Conservation organizations including Defenders of Wildlife, the Oregon Natural Desert Association, WildEarth Guardians and the Western Watersheds Project have criticized BLM’s September land-use plans for taking no immediate action to modify grazing.

In a letter last November to BLM Director Neil Kornze, the groups suggested that BLM adopt rigorous monitoring and data analysis of range conditions to rein in "harmful livestock operations."

Greta Anderson, deputy director of the Western Watersheds Project, which opposes all public lands grazing, said BLM’s draft guidance memos contain no concrete steps to crack down on harmful grazing.

"The main problems that I see are the same problems in the plans themselves," she said. "There is built-in delay for implementing changes in management and no immediate fixes for grazing across even the most important habitats."

Western state officials said it would be premature to comment on memos before they are final.

Greenberger, Jewell’s adviser, said BLM is not expecting, nor will it require, that all habitats meet the 7-inch vegetation requirement. "There’s acknowledgement that conditions will vary," she said.

Outreach

BLM is going to great lengths to reach out to all interested stakeholders as it crafts its guidance, she said.

"Does that mean everyone’s going to like the guidance when it comes out? No," she said. "I think we can say we can expect there will be critics. But I think as we continue to work together, it is our hope that people will see it’s a fair process. I think that’s how the vast majority of people felt when the plans came out."

Producers who are meeting land health standards or trending toward land health standards have nothing to worry about, said Jim Lyons, Interior’s deputy assistant secretary for land and minerals management.

"We included the words ‘moving towards’ for a purpose," he said.

Interior’s partnership with Western governors remains strong, Lyons said. The Sage-Grouse Task Force, which was established by former Interior Secretary Ken Salazar and meets regularly to resolve sage grouse conservation issues "collaboratively to the maximum extent possible," renewed its charter in January.

"The reality is these plans were built based on state plans," Lyons said. "In my 35 years, this is unprecedented in the extent to which we are trying to work with people on the ground, with our own employees and stakeholders, in a much more collaborative way."

John Swartout, a natural resources adviser to Colorado Gov. John Hickenlooper (D), said he’s "encouraged by how much input they’ve taken from us."

Lyons said BLM will have more money this year to train veterans and rural fire protection associations to help BLM fight wildland fire, which FWS has identified as a top threat facing sage grouse in the Great Basin.

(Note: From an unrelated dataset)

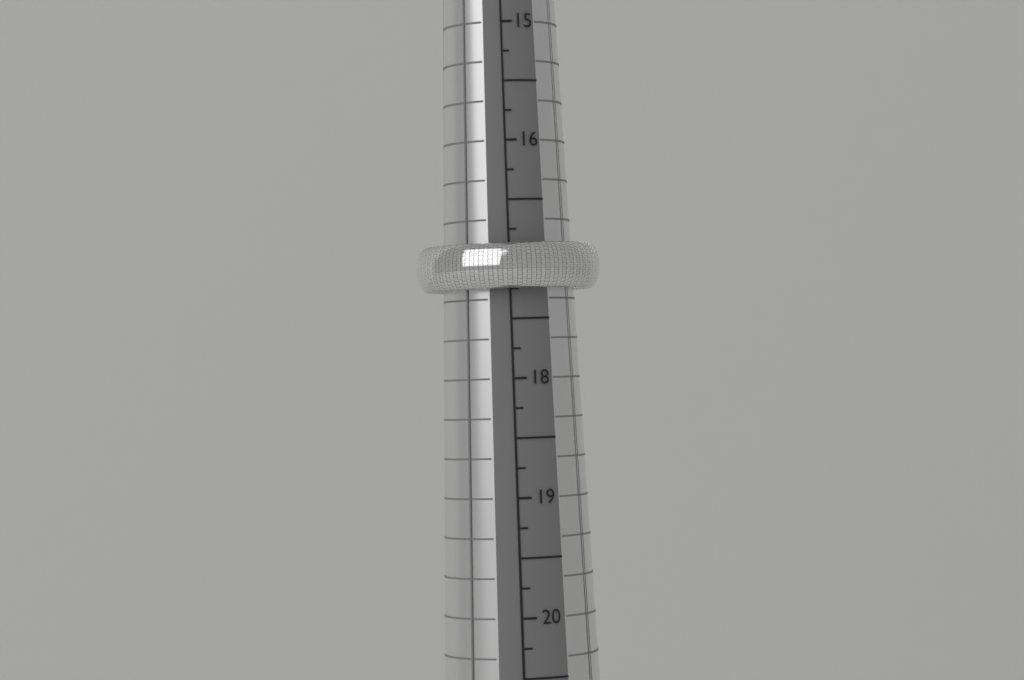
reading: 17.25 mm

BLM is piloting new ways to restore sage grouse habitat following wildfires to limit the spread of cheatgrass, he said.

BLM continues to defend its plans in federal courts.

Earlier this month, Nevada Attorney General Adam Laxalt (R), nine counties, miners and ranchers filed a brief in the U.S. District Court for the District of Nevada that accused Lyons, Greenberger and Interior Principal Deputy Assistant Secretary for Fish and Wildlife and Parks Michael Bean — whom Jewell as referred to as the "grouseketeers" — of improperly tailoring the sage grouse plans to the demands of Interior’s environmentalist allies.

"The administrative record reveals astonishing overreach and disregard for public involvement and statutory requirements to impose a top-down policy," the brief said.

The Wilderness Society, the National Wildlife Federation and Earthworks are backing BLM in that case.

Greenberger said Interior has "communicated properly with an enormous range of stakeholders," not limited to environmental groups.

"We’ve spoken extensively to states, extensively to all sorts of industry groups and extensively to scientists to make sure these plans were science-based, sound management plans that would achieve the objective we set out to achieve," she said. "To suggest there was undue political influence is just wrong."